I hobbled out the hospital and into the park. It was early spring and sunny. A family of ducks crossed my path in a neat line. They looked funny and I took a photo for the Annoying Son (he actually wasn’t that annoying back then). The first few hundred metres walking home really hurt. 

    Calling the cancer charity was probably what got me Peyronie’s. If I could go back in time and return to that morning, I’d be sure to pass over the cancer ad and get straight on with work. I’d definitely skip the Finasteride pills, and the cystoscopy, and probably still have my old penis.

‘It’s most likely that Peyronie’s Disease is a pathologic reaction to common micro-trauma of the penile vasculature… Men [without the genetic predisposition] may develop small scars or non-significant plaques, men [who do have the genetic predisposition] develop plaques and pathologic scarring.’

And the future? ‘Long-term patient satisfaction after surgical correction of penile curvature… can be poor.’

In his 2007 article on Salon, Peter Kurth’s doctor gives his own simple treatment plan for managing Peyronie’s: ‘I want you ejaculating all the time…. if you want your weenie to look like something other than a…pretzel…’
 
My surgeon pretty much intimated the same. He didn’t say it out loud, he just intimated; because, in the end, this was Harley Street.  

It is the second time in my adult life I’ve had a doctor urge me to masturbate. (The first occasion is another story entirely.) I was raised a Catholic, and we all know the dim view the Church takes of the spilling of seed. So I like it when a doctor says do it, go on, be like Onando it, and then do it again.  

Picture of a Cummins Onan Mobile Power Generator on Shop Display
a portable power generator from CumminsOnan
 

A week after the op on my crooked stick, I went back to work. Riding the bike was not an option, and for several weeks in the lead up to Christmas, I took the train, staring out at the city’s increasingly ruined skyscape. 

For several weeks, I shuffled around the office and winced and occasionally hammed it up. Not a word was said. 
 
It was my fault. Up front I should’ve just told them what was happening.
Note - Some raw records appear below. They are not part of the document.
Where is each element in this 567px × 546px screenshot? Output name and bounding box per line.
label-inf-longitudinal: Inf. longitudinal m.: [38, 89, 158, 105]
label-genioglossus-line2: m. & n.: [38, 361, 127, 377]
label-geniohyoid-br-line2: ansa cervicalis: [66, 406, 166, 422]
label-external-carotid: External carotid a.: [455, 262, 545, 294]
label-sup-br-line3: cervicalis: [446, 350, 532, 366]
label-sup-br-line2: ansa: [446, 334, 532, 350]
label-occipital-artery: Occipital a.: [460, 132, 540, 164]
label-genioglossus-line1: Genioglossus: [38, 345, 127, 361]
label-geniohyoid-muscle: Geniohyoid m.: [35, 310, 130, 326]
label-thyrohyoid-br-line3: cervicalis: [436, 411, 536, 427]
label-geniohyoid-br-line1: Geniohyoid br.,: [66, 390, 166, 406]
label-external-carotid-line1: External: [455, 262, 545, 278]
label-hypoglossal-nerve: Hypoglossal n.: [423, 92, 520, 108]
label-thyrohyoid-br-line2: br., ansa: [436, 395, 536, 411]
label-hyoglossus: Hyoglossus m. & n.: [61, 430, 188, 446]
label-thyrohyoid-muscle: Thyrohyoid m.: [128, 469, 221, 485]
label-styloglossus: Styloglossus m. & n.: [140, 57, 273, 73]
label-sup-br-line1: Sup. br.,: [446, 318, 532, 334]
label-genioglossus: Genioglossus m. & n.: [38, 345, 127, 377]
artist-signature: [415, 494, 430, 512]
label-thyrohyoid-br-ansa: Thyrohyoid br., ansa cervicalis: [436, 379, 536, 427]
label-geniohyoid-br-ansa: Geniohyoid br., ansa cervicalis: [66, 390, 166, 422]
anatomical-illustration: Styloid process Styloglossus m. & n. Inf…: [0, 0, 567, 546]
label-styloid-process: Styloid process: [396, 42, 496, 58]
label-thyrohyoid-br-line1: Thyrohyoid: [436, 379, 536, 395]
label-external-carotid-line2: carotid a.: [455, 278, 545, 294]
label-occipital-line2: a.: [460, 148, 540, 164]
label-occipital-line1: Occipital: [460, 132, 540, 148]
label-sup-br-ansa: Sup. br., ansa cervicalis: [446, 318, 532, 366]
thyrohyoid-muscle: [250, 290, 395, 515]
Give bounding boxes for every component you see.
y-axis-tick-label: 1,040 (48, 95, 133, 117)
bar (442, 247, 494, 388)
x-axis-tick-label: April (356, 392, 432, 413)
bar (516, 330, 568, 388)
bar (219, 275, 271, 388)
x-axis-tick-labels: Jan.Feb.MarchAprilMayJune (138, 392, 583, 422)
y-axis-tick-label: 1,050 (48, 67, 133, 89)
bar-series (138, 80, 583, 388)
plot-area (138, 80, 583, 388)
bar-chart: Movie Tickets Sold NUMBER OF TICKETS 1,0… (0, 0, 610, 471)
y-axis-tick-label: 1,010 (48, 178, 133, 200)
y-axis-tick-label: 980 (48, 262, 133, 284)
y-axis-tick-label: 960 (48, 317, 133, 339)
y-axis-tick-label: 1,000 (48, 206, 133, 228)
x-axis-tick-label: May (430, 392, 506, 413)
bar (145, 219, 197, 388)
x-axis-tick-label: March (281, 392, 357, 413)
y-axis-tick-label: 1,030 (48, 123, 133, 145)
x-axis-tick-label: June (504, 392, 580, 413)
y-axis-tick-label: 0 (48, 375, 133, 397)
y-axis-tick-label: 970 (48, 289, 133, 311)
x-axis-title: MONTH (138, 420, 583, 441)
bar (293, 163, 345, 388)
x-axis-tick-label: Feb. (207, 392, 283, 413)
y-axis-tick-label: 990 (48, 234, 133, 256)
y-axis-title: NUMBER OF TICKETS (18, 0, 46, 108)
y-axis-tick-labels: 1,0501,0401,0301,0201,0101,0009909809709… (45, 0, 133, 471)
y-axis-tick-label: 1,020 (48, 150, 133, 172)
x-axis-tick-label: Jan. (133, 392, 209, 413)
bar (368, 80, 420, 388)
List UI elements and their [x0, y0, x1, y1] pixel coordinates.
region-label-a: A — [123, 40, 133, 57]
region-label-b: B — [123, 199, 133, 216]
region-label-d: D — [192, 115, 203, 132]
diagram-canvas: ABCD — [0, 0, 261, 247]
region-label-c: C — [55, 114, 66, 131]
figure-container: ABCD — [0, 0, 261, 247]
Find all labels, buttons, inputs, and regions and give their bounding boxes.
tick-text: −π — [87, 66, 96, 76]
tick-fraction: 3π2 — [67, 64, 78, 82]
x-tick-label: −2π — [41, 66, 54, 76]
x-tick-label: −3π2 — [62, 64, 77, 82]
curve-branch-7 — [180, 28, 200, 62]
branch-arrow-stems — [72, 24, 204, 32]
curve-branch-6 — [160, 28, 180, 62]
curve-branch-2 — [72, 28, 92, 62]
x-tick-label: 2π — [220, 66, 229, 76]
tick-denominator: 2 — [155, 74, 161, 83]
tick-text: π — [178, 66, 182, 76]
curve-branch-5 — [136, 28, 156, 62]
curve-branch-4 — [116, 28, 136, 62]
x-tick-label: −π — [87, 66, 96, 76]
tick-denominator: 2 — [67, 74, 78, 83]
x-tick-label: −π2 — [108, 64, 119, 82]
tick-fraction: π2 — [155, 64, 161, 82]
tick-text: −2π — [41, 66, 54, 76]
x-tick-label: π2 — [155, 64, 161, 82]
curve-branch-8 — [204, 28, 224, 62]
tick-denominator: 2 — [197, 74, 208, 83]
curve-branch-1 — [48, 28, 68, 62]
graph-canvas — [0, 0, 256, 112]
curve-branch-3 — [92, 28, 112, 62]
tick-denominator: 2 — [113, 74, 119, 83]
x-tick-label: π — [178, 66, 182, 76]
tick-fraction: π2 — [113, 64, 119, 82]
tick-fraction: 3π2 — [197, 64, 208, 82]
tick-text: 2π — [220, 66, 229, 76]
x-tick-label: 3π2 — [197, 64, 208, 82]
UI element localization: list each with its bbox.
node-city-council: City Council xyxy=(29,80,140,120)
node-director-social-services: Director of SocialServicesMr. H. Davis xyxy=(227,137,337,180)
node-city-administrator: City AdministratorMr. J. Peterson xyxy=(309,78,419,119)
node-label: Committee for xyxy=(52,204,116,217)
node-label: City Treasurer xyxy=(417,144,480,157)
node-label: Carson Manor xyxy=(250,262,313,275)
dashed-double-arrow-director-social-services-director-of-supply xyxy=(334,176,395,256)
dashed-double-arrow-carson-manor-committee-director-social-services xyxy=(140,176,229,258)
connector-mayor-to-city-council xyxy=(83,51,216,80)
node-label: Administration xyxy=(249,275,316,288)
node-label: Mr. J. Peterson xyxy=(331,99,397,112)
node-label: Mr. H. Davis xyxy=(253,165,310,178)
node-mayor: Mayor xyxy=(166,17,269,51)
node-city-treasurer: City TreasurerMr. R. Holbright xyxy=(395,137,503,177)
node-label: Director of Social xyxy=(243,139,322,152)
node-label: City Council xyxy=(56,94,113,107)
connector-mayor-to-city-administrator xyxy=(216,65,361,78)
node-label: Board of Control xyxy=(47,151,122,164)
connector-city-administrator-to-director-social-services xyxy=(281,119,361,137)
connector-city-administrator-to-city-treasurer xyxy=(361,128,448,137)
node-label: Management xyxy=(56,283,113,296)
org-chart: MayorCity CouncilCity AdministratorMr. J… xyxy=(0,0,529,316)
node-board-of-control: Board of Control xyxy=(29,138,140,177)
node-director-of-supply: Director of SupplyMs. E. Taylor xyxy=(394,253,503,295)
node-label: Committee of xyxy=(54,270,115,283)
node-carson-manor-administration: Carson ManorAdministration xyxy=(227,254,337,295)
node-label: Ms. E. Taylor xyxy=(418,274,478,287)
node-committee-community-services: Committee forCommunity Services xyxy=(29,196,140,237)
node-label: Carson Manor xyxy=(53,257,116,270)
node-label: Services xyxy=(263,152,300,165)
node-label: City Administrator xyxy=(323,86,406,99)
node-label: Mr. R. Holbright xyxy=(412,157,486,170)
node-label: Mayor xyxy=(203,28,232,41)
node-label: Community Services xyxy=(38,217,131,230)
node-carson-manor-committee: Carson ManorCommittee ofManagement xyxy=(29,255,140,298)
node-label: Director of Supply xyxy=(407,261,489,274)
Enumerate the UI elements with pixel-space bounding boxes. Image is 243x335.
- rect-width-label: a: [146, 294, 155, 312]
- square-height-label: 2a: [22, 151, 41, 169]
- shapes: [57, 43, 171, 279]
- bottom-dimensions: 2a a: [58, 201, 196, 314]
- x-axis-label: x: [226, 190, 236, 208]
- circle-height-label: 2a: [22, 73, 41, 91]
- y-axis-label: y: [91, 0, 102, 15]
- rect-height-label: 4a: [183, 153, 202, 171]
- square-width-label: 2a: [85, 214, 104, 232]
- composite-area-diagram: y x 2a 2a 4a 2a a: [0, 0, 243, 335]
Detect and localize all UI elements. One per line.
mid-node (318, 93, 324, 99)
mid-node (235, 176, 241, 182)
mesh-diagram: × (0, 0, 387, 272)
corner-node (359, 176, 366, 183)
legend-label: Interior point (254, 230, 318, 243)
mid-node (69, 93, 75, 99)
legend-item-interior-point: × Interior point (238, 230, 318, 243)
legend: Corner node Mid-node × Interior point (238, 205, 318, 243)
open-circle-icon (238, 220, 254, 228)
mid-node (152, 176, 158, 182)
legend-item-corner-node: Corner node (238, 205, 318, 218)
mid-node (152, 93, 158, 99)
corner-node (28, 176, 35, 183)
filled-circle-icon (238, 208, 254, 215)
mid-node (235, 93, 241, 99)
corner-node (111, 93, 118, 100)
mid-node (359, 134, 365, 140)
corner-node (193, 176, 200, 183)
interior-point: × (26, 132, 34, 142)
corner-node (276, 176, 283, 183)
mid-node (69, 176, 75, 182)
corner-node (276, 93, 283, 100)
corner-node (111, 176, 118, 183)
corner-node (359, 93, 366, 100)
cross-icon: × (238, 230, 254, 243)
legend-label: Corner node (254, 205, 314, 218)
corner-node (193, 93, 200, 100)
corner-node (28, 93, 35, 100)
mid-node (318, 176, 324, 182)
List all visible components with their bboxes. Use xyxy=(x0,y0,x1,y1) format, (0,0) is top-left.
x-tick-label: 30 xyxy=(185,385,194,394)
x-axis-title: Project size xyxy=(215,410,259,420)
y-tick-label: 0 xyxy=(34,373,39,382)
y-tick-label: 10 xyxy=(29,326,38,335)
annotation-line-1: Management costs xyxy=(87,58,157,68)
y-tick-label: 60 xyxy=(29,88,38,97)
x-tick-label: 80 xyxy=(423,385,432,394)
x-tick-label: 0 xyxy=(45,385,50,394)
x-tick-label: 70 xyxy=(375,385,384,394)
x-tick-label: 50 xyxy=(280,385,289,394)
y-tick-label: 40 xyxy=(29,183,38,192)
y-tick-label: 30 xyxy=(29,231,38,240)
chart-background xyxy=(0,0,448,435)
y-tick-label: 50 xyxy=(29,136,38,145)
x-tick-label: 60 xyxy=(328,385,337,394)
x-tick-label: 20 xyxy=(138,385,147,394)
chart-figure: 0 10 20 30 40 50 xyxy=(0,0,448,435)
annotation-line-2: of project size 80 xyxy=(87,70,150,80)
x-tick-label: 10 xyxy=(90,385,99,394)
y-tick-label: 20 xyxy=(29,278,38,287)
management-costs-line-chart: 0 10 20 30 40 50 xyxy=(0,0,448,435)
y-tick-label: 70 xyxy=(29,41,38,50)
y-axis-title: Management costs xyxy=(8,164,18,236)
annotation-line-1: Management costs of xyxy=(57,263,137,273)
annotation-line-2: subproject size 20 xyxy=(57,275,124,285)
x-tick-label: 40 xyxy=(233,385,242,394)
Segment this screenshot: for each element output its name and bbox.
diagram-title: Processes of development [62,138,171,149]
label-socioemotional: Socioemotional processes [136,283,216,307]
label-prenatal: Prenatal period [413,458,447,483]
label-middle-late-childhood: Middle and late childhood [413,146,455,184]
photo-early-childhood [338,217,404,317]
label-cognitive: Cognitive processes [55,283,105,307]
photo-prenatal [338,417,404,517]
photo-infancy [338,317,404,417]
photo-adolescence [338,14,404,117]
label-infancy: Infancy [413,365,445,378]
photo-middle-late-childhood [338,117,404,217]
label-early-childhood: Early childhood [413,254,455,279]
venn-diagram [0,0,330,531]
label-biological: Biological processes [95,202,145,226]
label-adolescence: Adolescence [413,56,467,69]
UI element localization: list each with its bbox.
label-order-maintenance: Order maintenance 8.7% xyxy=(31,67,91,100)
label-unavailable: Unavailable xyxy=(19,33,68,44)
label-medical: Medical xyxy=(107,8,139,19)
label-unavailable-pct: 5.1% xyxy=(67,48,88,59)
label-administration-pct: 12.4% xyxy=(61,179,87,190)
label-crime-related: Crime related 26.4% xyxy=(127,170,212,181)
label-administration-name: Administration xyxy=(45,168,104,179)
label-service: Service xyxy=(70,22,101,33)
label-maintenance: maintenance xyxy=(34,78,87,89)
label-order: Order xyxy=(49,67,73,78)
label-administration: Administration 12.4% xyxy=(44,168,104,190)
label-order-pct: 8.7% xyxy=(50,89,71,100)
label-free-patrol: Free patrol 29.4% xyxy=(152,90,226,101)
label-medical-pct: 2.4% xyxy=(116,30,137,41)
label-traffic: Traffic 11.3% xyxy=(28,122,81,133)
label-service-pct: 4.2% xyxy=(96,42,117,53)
But, did I really wish for my colleagues to know; and was is it ever going to be something they wanted to hear about?
 
I felt pulled both way by contrary forces. This is a good epoch for emotions. There has, perhaps, never been a better time to share how you’re feeling. And yet the social topsoil of joking and banter encourages, even urges, that we glibly cope in the face of setbacks and adversity. After all, everyone has their own problems, and life must go on. 
 
Sometimes though, you read something that gets to heart of it, like this brilliant article by Yvonne Roberts concerning male suicide, our emotional reticence, and hierarchies of need; and you read this quote from Thoreau, ‘The mass of men lead lives of quiet desperation’, and the emotions begin to stir and rise. 
 
You know that you’ve felt fragile these last few years, and mostly been by yourself with it; and a kind of shudder runs up and down you at the thought of how dark you’ve felt a couple of times.
But then you instantly, reflexively auto-correct, and say I’m strong though. I have resilience. (I’m Gloria Gaynor.) And you tell yourself that these last few thoughts, these last few sentences – the dark, sad ones – well, they were emotionally unbuttoned, a bit self-pitying, and rather dramatic, perhaps; and maybe you should dump these last few sentence when you edit this down later. We’ll see.
Gloria Gaynor, I Will Survive
 
The Three Things I Didn’t Know About Peyronie’s (Recap)
 
That there may be a genetic predisposition; that some pills may cause it to break out; and that invasive medical procedures might bring it on.

2 Comments

    yeezy

    December 23, 2020

    Once I initially commented I clicked the -Notify me when new comments are added- checkbox and now each time a comment is added I get 4 emails with the identical comment. Is there any manner you possibly can remove me from that service? Thanks!

      lazlomusic@me.com

      December 23, 2020

      Hey. Sorry about this. I’d be annoyed about too. I recently switched platforms and my comments are being spammed a bit. I don’t think I can switch off your notifications. If I could, I would. But isn’t that for you to do at your end, in your account, untick the checkbox notifying you each time a comment is made?